From Threat Modelling to Threat Detection: Making STRIDE Work in Cloud Environments
One of the biggest mistakes in cloud security is treating threat modelling as a one-off exercise. A diagram is created, risks are identified, a document is produced, and then it stops. The real value of threat modelling is not in the exercise itself but in how it drives detection, visibility, and response.
22 Apr 2026
~10 min read
Saleem Yousaf
The Problem
In many organisations, threat modelling is performed early in the project lifecycle, documented for compliance or assurance, and rarely revisited once systems go live. This creates a gap. You may understand the risks but have no way of knowing when those risks are being exploited in real time.
The Shift: From Design to Detection
To make threat modelling useful, it needs to answer: how would we detect this in real time? This is where STRIDE becomes far more powerful. Instead of just identifying threats, we map them directly to observable behaviours and detection use cases.
// STRIDE threat hunting in cloud landing zones
STRIDE Mapped to Cloud Detection
Spoofing
Becomes suspicious sign-ins, unusual identity provider behaviour, and unexpected role assumptions. Detection sources: Azure AD and Entra ID logs, AWS CloudTrail AssumeRole events, and identity protection alerts.
Tampering
Becomes policy drift, security control changes, and network rule modifications. Detection sources: Azure Policy, AWS Config, activity logs, and infrastructure drift detection.
Information Disclosure
Becomes unusual data access, bulk downloads, and public exposure of storage. Detection sources: S3 and Blob access logs, Defender for Cloud and Macie, and data exfiltration patterns.
Privilege Escalation
Becomes risky role assignments, permission changes, and elevated actions following role changes. Detection sources: IAM logs, Privileged Identity Management, and CloudTrail and Activity Logs.
Denial of Service
Becomes traffic spikes, resource exhaustion, and API abuse patterns. Detection sources: WAF logs, metrics and monitoring alerts, and load balancer telemetry.
Repudiation
Becomes unattributed privileged actions and missing or incomplete audit trails. Detection sources: centralised logging via SIEM and identity and session tracking.
Why This Matters for Cloud Landing Zones
A landing zone is not just about networks, identity, and resource structure. It is the foundation for visibility and detection. If detection is not designed into the landing zone, logs may be incomplete, signals may be missed, and incidents may go undetected.
Architecture matters. But architecture without visibility is blind. The real value comes from connecting design to threats to detection to response.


TASK INSTRUCTIONS:
Among the records, which lines hold the word "arrowhead"? Pick them out.

++++ DATA RECORDS

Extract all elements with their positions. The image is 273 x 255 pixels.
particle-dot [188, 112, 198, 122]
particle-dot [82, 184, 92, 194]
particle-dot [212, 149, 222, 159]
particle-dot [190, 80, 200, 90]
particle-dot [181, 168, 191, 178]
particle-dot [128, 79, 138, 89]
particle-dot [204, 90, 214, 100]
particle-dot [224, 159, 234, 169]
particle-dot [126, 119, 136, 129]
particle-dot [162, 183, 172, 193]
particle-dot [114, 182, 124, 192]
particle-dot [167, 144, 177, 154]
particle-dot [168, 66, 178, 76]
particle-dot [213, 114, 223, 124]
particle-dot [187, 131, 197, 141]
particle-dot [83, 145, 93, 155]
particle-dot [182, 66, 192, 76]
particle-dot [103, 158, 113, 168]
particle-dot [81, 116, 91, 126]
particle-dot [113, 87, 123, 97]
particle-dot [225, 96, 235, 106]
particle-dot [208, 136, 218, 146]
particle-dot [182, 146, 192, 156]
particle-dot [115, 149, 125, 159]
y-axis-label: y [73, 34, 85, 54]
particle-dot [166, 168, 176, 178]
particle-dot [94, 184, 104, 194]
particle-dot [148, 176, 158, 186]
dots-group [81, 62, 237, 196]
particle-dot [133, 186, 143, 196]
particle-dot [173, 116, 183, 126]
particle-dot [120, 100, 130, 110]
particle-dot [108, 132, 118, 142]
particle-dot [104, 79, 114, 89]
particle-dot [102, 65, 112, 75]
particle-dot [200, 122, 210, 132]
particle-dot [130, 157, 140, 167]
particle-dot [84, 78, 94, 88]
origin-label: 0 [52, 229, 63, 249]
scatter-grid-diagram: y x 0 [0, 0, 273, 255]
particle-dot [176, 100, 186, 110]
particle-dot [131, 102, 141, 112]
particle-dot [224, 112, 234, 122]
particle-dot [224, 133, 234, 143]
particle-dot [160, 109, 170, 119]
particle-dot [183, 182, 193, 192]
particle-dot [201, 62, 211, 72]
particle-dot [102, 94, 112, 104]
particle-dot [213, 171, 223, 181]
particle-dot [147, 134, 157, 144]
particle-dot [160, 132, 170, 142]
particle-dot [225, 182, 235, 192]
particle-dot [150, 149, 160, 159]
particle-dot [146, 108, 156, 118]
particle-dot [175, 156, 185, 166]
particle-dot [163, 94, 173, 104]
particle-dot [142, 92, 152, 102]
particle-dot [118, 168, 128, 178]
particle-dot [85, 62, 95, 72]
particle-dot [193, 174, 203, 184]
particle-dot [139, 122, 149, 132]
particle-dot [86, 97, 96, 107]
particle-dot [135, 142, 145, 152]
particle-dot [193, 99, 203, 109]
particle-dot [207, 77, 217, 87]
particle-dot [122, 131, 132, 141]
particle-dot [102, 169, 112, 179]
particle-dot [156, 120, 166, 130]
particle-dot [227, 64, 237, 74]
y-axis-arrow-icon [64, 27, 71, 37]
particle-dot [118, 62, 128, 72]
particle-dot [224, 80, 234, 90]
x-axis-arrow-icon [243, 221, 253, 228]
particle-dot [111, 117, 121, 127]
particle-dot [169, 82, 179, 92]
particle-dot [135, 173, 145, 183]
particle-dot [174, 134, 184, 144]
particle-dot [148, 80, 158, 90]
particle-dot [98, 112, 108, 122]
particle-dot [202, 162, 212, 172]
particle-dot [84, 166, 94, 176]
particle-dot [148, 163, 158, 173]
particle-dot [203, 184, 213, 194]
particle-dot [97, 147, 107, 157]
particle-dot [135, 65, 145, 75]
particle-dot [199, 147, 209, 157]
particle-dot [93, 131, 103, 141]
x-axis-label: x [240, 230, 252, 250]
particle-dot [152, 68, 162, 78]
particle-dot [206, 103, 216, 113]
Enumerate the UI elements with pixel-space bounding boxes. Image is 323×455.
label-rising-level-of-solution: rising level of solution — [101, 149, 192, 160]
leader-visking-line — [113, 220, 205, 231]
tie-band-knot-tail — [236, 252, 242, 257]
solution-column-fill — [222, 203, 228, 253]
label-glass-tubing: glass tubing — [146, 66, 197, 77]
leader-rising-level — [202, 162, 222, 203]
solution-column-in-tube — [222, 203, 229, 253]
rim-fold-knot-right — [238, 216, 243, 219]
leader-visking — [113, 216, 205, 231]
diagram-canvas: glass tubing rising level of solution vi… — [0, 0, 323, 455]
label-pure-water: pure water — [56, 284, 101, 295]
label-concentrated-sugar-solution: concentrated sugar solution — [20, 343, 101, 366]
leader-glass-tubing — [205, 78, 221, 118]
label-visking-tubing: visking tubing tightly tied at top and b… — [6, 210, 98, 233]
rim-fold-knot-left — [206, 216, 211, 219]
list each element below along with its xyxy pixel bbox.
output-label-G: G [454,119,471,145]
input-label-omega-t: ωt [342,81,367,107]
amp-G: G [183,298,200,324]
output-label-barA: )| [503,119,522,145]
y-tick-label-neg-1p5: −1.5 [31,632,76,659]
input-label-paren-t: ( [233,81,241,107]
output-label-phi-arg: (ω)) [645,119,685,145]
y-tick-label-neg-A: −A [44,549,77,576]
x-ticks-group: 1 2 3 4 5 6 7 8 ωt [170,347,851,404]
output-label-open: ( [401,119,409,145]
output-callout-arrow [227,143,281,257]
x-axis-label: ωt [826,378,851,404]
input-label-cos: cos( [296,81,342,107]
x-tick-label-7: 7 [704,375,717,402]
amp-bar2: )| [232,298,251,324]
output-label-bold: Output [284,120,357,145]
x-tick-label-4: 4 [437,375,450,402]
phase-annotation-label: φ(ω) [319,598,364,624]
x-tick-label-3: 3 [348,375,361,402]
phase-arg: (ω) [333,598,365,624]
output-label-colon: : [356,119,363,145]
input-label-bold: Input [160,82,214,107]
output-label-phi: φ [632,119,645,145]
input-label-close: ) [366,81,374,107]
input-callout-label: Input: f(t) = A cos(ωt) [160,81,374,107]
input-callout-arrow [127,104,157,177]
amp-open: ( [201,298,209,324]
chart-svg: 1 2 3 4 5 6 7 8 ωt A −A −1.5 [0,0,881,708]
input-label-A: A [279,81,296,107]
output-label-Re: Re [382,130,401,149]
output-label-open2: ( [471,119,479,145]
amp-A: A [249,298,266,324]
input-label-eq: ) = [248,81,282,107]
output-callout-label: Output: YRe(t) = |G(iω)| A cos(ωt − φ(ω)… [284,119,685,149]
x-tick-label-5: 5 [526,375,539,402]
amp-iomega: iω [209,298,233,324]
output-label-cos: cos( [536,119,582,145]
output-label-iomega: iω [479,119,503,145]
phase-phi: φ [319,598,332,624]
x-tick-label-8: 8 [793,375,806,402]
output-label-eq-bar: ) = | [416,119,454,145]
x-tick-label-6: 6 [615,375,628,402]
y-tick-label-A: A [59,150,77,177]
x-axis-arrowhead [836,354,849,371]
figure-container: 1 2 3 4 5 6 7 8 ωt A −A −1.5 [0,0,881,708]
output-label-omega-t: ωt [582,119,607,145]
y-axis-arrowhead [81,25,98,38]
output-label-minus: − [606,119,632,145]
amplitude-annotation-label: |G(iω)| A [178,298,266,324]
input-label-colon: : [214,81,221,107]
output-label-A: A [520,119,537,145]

++++++++

SOLUTION FOR THIS TASK:
x-axis-arrowhead [836,354,849,371]
y-axis-arrowhead [81,25,98,38]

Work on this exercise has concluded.